Studies suggest that dark chocolate has more health benefits which include the lowering of the bad LDL cholesterol and raising the good HDL according to the University of California researcher, Mary Engler. At the same, she gave emphasis that although dark chocolate is healthier, eating in moderation should be observed. Too much consumption of the sweet stuff can increase calories and promote weight gain.

On September 27, many people celebrated the National Chocolate Milk Day. Chocolate milk is best recommended for athletes to soothe their tired and sore muscles. The healthy beverage contains carbohydrates, proteins, and water that hinder dehydration due to perspiration from strenuous activities. The milk that was added to the chocolate has calcium for strong bones while little sodium and sugar help in retaining water and getting back the lost energy.

But, what if chocolates will no longer be available? Will everything be the same? There will be no Belgian chocolate-flavored ice cream, no chocolate cake, and no chocolate milk drink and so on and so forth.

At the moment, chocolate is on the verge of becoming unavailable because of the problems its origin is facing, the cacao tree. Cacao trees contain the seeds yielded by its pods to produce oil that is later turned into chocolates. However, some varieties of the tree are susceptible to diseases and are threatened by environmental activities.

The International Cacao Collection grows an array of cacao tree varieties including those that bear fruits of different colors, shapes, sizes, and textured skin. The group could only cultivate few selections that could withstand diseases and those with comparable genetic traits and deformity.

The head of Cacao Genetic Improvement Program at C.A.T.I.E (an acronym in Spanish for the Tropical Agricultural Research and Higher Education Center), Wilbert Phillips-Mora, stated that most of the varieties that are grown across the globe correspond to a confined set of clones chosen in the forties.

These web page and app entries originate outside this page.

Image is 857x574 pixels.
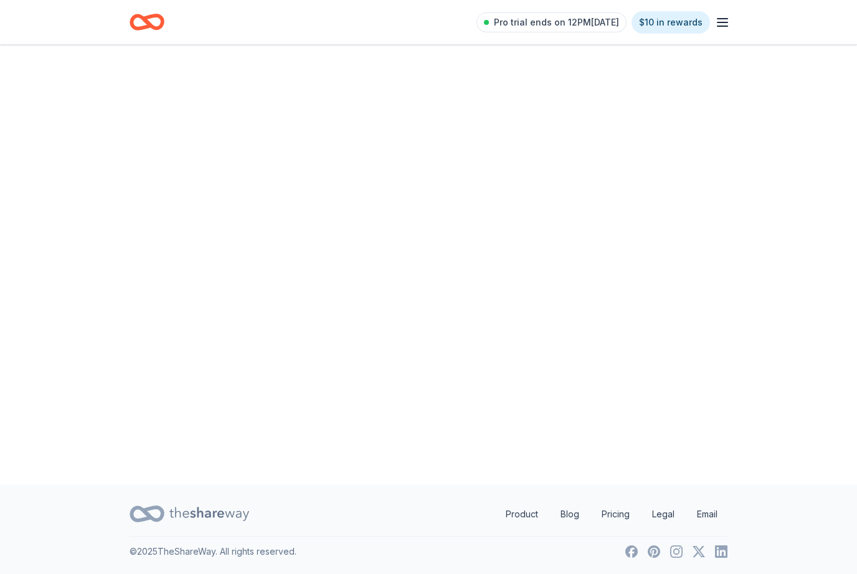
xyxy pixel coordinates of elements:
[550,502,589,527] a: Blog
[476,12,626,32] a: Pro trial ends on 12PM[DATE]
[642,502,684,527] a: Legal
[494,15,619,30] span: Pro trial ends on 12PM[DATE]
[496,502,548,527] a: Product
[592,502,639,527] a: Pricing
[687,502,727,527] a: Email
[496,502,727,527] nav: quick links
[130,544,296,559] p: © 2025 TheShareWay. All rights reserved.
[130,7,164,37] a: Home
[631,11,710,34] a: $10 in rewards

It pertains to generally grown selections that are vulnerable to the identical disease that could permit the immediate spread of blight. Phillips-Mora also manages a collection of 1,235 varieties of cacao trees, according to The New York Times.

Manufacturers of chocolates began roasting and packaging the varieties of Dr. Phillips-Mora. Lately, a San Francisco-based chocolate producer, Dandelion Chocolate, launched a bar concocted from blended six hybrids of C.A.T. I.E. The sourcing head of the chocolate factory, Greg D'Alesandre, is hopeful that it will become one of their best-sellers because of the good and equal balance of notes between chocolate and caramel.

No matter what fungal mutation may bring or whatever region the drought may devastate, there will be cacao varieties with genetic factors that will produce new hybrids that could counter and endure any future desolation could harbor.